Samba is caused by O2 shortage just as blackout, and sometimes precedes it. I don't think that there's any worry of too much CO2 for shallow to medium depth diving.
 
Salt & potassium.

10x Eric.
I'm not on a law sodium diat. Just rarely add it.
I guess that the only way for me to know if my salt intake is optimal is to measure blood pressure now and after sometime when modifying my diat?
Any other way?

Excpet fruits, can anyone recommend me on some potassium rich foods? I try to eat apples now and then, but I'm not really a big fan of fruits.
 
I did mention no fruits. :)
Tried now.
Seems like apples are on the low-potassium list.
Potato is a no-fruit which is actually high in potassium, preffered baked.
Anyway, I looked at my last blood test, and I'm quite good on potassium and sodium:
potassium 4.7 where 3.6-5.0 is the healthy range
sodium 142 " 135-144

I am low on the range of alkaline-phosphatase though, I'll try to take a look at what that means.
 
Michael, if you're not too keen on fruit try juicing. Sounds silly but for me juicing was an easy way for someone with years of not great eatign habits to get the quantities of fruit and veg in my system with minimal effort.

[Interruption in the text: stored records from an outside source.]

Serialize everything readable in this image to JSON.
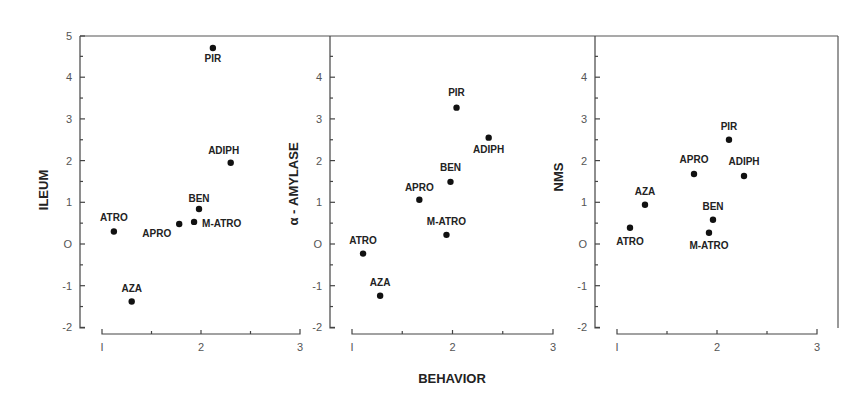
{
  "chart_data": [
    {
      "type": "scatter",
      "panel": 1,
      "title": "",
      "xlabel": "",
      "ylabel": "ILEUM",
      "xlim": [
        1,
        3
      ],
      "ylim": [
        -2,
        5
      ],
      "x_ticks": [
        "1",
        "2",
        "3"
      ],
      "y_ticks": [
        "-2",
        "-1",
        "0",
        "1",
        "2",
        "3",
        "4",
        "5"
      ],
      "grid": false,
      "points": [
        {
          "label": "PIR",
          "x": 2.12,
          "y": 4.7
        },
        {
          "label": "ADIPH",
          "x": 2.3,
          "y": 1.95
        },
        {
          "label": "BEN",
          "x": 1.98,
          "y": 0.84
        },
        {
          "label": "M-ATRO",
          "x": 1.93,
          "y": 0.53
        },
        {
          "label": "APRO",
          "x": 1.78,
          "y": 0.48
        },
        {
          "label": "ATRO",
          "x": 1.12,
          "y": 0.3
        },
        {
          "label": "AZA",
          "x": 1.3,
          "y": -1.38
        }
      ]
    },
    {
      "type": "scatter",
      "panel": 2,
      "title": "",
      "xlabel": "BEHAVIOR",
      "ylabel": "α - AMYLASE",
      "xlim": [
        1,
        3
      ],
      "ylim": [
        -2,
        5
      ],
      "x_ticks": [
        "1",
        "2",
        "3"
      ],
      "y_ticks": [
        "-2",
        "-1",
        "0",
        "1",
        "2",
        "3",
        "4"
      ],
      "grid": false,
      "points": [
        {
          "label": "PIR",
          "x": 2.04,
          "y": 3.27
        },
        {
          "label": "ADIPH",
          "x": 2.36,
          "y": 2.55
        },
        {
          "label": "BEN",
          "x": 1.98,
          "y": 1.49
        },
        {
          "label": "APRO",
          "x": 1.67,
          "y": 1.06
        },
        {
          "label": "M-ATRO",
          "x": 1.94,
          "y": 0.22
        },
        {
          "label": "ATRO",
          "x": 1.11,
          "y": -0.23
        },
        {
          "label": "AZA",
          "x": 1.28,
          "y": -1.24
        }
      ]
    },
    {
      "type": "scatter",
      "panel": 3,
      "title": "",
      "xlabel": "",
      "ylabel": "NMS",
      "xlim": [
        1,
        3
      ],
      "ylim": [
        -2,
        5
      ],
      "x_ticks": [
        "1",
        "2",
        "3"
      ],
      "y_ticks": [
        "-2",
        "-1",
        "0",
        "1",
        "2",
        "3",
        "4"
      ],
      "grid": false,
      "points": [
        {
          "label": "PIR",
          "x": 2.12,
          "y": 2.5
        },
        {
          "label": "ADIPH",
          "x": 2.27,
          "y": 1.63
        },
        {
          "label": "APRO",
          "x": 1.77,
          "y": 1.68
        },
        {
          "label": "AZA",
          "x": 1.28,
          "y": 0.94
        },
        {
          "label": "BEN",
          "x": 1.96,
          "y": 0.58
        },
        {
          "label": "ATRO",
          "x": 1.13,
          "y": 0.39
        },
        {
          "label": "M-ATRO",
          "x": 1.92,
          "y": 0.27
        }
      ]
    }
  ],
  "labels": {
    "shared_xlabel": "BEHAVIOR",
    "panel1_ylabel": "ILEUM",
    "panel2_ylabel": "α - AMYLASE",
    "panel3_ylabel": "NMS"
  }
}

Fresh fruit and vegetables also contain a lot of enzymes needed for digestion. This means that the body doesn't have to manufacture as many enzymes. I find that not having undigested food slowly moving thru my gut greatly increases apnea ability.
 
Hmm, 10x, I'll try it sometime...
Thoug juicing will not make me love fruits much more..
It's something about the taste...
And if I choose to eat something sweet, it will usally not be a fruit, somehow their sweetness doesn't apeal to me.
 
If I don't drink tea in the morning I just stumble around wondering
whats wrong the whole day. So it is very important to my diving, because it gets me out of the house.
 
DIURETIC

Somebody told me many fruit juices are diuretics - they cause you
to piss out more water than they supply.

If that is so, then in the interest of proper hydration we would
be wise to chase fruit juices with some volume of water.
 
www.whfoods.com is a great, if not complete, source of info (and I mean detailed info!) on lots of foods, how they are good for you, and recipes too.

And if you're worried about diuretic effects - drink some water!! It can be a hard habit to get into, drinking at least 2 litres a day, particularly if you are used to drinking coffee as well - you will be hitting the toilet ALL the time! - but it made a great positive difference for me.

That is also an important part of drinking lots of water (peeing often), because holding in can help to raise blood pressure due to the back pressure on the kidneys.

One other thing - fizzy mineral water was BAD for me - I got lots of mouth ulcers when I drank that regularly (I guess an upset PH level in my mouth). Tap water works just fine, though.
 
Last edited:
Fruit juice should definitely be mixed with water and not guzzled. It's not "natural" to eat 4+ oranges in 30s flat which is what you're doing in you drink a juice quickly. Diueretic effects as mentioned plus even too much of a good thing can raise blood sugar levels too high.
 
I need the diueretic effects because I drink way to much water.
6+ liters a day.
 
so, why does everyone say that freediving and coffee dont mix? I understand the dehydration part, and that it may raise your heart rate, but is there somthing else?
 
I gave up coffee and sodas in early June. My RHR then was around 55. Since then, with continued training and an increasingly healthy diet, my RHR had dropped to 48 by July. I can't say for sure that the reduction of caffeine intake has had a beneficial effect on my freediving performance however. I stopped drinking caffeine just after becoming seriously interested in freediving. My static has improved from 3:30 to 5:10 in the same time, but I can't say that the caffeine cut had anything to do with my improvement.

As as side note, I was drinking, on average, a coffee and around three sodas a day.